New Ajax laundry detergent is stronger than dirt.
You may have seen a lot of AJAX floating around on the web recently. No it isn't because everybody has a lot of dirty clothes to wash. This is the new AJAX. Asynchronous Javascript And XML. Although it isn't really anything new, it's a new way of writing some web applications.
Basically, Ajax makes use of the ability of Javascript to fetch a URL. Instead of loading a page or an image however, the modern way of doing things is to talk XML with a server. If you recall, I've previously mentioned the new wave of XML-RPC applications taking over the world. Ajax is a big part of that.
The best example of why somebody might want Ajax is to envision a web page with 'auto-complete as you type' information. As you start typing something, it starts to show you results based on what you've typed so far. To do this in a traditional web page or even a Javascript page, you need to have all of the data loaded before you can search through it for the relevant piece. This could be thousands of entries. With Ajax, as you type, the browser is actually doing web requests behind the scenes to match the data - and showing you the results without having to reload or go to another webpage.
This is one step closer to having web pages be as interactive and full-featured as native applications (i.e. .exe files).
The downside of all this is that things are going on behind the scenes, and this could be disconcerting. Privacy issues, usability issues (the back button might not go back to where you thought). But perhaps the biggest issue of all is that of dealing with software bugs. When software is happening invisibly behind the scenes and doesn't perform the expected result, it's very difficult to troubleshoot. The person reporting the bug might not even know that something is happening behind the scenes. As far as they're concerned, they loaded a web page from foo.com and the web page didn't work. It might not have been foo.com's page at all. It might have been a server in Vermont that was providing an XML feed and experienced a brief outage. Somebody from foo.com however is going to have to spend hours figuring this out.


Exercise details
Your reply is to be the lines below, exactly as written, with images omitted.

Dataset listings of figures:
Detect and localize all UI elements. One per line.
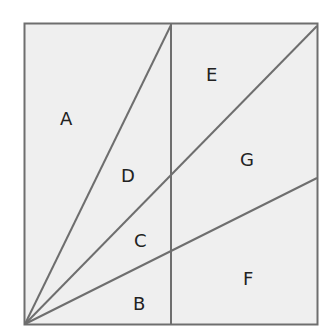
region-label-f: F xyxy=(243,268,253,289)
region-diagram: A B C D E F G xyxy=(0,0,333,330)
region-label-e: E xyxy=(206,64,217,85)
region-label-b: B xyxy=(133,293,145,314)
region-label-a: A xyxy=(60,108,73,129)
region-label-g: G xyxy=(240,149,254,170)
region-label-d: D xyxy=(121,165,135,186)
region-label-c: C xyxy=(134,230,147,251)
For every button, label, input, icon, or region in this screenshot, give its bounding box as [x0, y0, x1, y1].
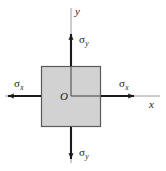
origin-label: O — [60, 91, 68, 102]
stress-element-figure: y x O σx σx σy σy — [0, 0, 166, 171]
sigma-subscript: x — [125, 83, 128, 92]
sigma-x-left-label: σx — [14, 78, 23, 89]
sigma-subscript: y — [85, 152, 88, 161]
sigma-y-bottom-label: σy — [79, 147, 88, 158]
y-axis-label: y — [75, 6, 80, 17]
sigma-subscript: y — [85, 39, 88, 48]
sigma-x-right-label: σx — [119, 78, 128, 89]
x-axis-label: x — [149, 99, 154, 110]
sigma-y-top-label: σy — [79, 34, 88, 45]
sigma-subscript: x — [20, 83, 23, 92]
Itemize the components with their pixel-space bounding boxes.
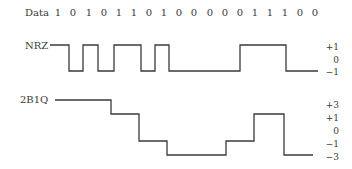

Solved exercise
Detect and localize all UI elements. One per line.
region-label-f: F xyxy=(243,268,253,289)
region-diagram: A B C D E F G xyxy=(0,0,333,330)
region-label-e: E xyxy=(206,64,217,85)
region-label-b: B xyxy=(133,293,145,314)
region-label-a: A xyxy=(60,108,73,129)
region-label-g: G xyxy=(240,149,254,170)
region-label-d: D xyxy=(121,165,135,186)
region-label-c: C xyxy=(134,230,147,251)
For every button, label, input, icon, or region in this screenshot, give its bounding box as [x0, y0, x1, y1].
origin-label: O — [60, 91, 68, 102]
stress-element-figure: y x O σx σx σy σy — [0, 0, 166, 171]
sigma-subscript: x — [125, 83, 128, 92]
sigma-x-left-label: σx — [14, 78, 23, 89]
sigma-subscript: y — [85, 152, 88, 161]
sigma-y-bottom-label: σy — [79, 147, 88, 158]
y-axis-label: y — [75, 6, 80, 17]
sigma-subscript: y — [85, 39, 88, 48]
sigma-x-right-label: σx — [119, 78, 128, 89]
x-axis-label: x — [149, 99, 154, 110]
sigma-y-top-label: σy — [79, 34, 88, 45]
sigma-subscript: x — [20, 83, 23, 92]
Itemize the components with their pixel-space bounding boxes.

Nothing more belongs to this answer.